20 gallon of this is now fermenting with wyeast 3711
I mashed at 158F
Will report how this turns out
I've been making this for a while now, I've tried several others and this one is the best so far. Once I accidentally mixed up the hop additions and actually enjoyed the beer more so that's what I've done ever since.
Thanks for the recipe
I'm still an extract brewer, is there an extract w/ mini-mash recipe that turned out well?
BIAB brewer here (not that it makes a difference). I want to brew this next weekend. I've looked at other Belgian Blonde recipes and this is the first one that shows a mash temp of 158. What, if any, difference would it make if I mash at 150-152 for 60 minutes?
Also, the OG shows 1.068 and FG of 1.010. When i entered into brewers friend the OG is 1.061 and FG is 1.017. Would mashing lower reduce the FG?
If you use WLP530, your final gravity will be way below 1.017. This yeast is a monster. Beersmith estimates but obviously cannot predict your FG. I usually get 80-85% attenuation with WLP530.
Higher mash temperature means less fermentable sugars and more body.
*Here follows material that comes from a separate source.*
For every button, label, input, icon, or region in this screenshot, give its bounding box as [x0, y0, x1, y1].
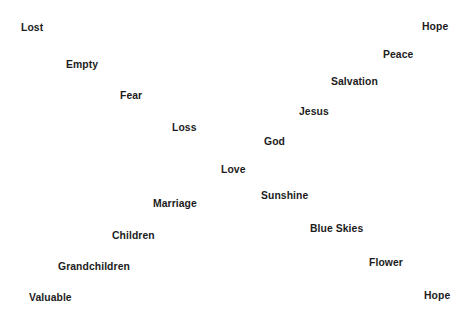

If you mash at 150-152F, and you add sugar on top of that, and you use WLP530, you'll end up with a very dry beer.
A Belgian Ale is supposed to be dry correct? I do plan on using WLP530 and i plan on adding sugar per recipe.
I've looked at other Belgian Blonde recipes and this is the first one that shows a mash temp of 158. What, if any, difference would it make if I mash at 150-152 for 60 minutes?
I provided the explanation in the very first post on this thread as to the mash temp. And yes, it would make a difference, it wouldn't be the same beer, it wouldn't taste like mine, it wouldn't have the same body. People always ask, "if I do this, if I substitute this..." And the answer is "then you'd be making a completely different recipe."
Nothing wrong with that, experimentation is fine... But when you want to make a specific recipe, be it food, or assembling a model kit, or building something from plans, if you want to make it exactly as the person intended, then you follow their instructions.
In this case it's a clone of a specific beer. And to approximate the taste of that beer, THIS is what I did to get there... If you want to make a clone then follow my lead... if you want to make a nice Belgian Blonde then tweak to your heart's content.
On National Homebrew Day I brewed a Belgian Beer based on this original recipe, except I wanted to make a Mesquite Smoked Pineapple Belgian Blonde. I changed the hops to Citra because they tend to have to me a pineapple note to them, and I changed the yeast as well (and I don't have my notes here) to a different yeast that when fermented at a certain temp my research said it tends to create a pineapple flavor as well.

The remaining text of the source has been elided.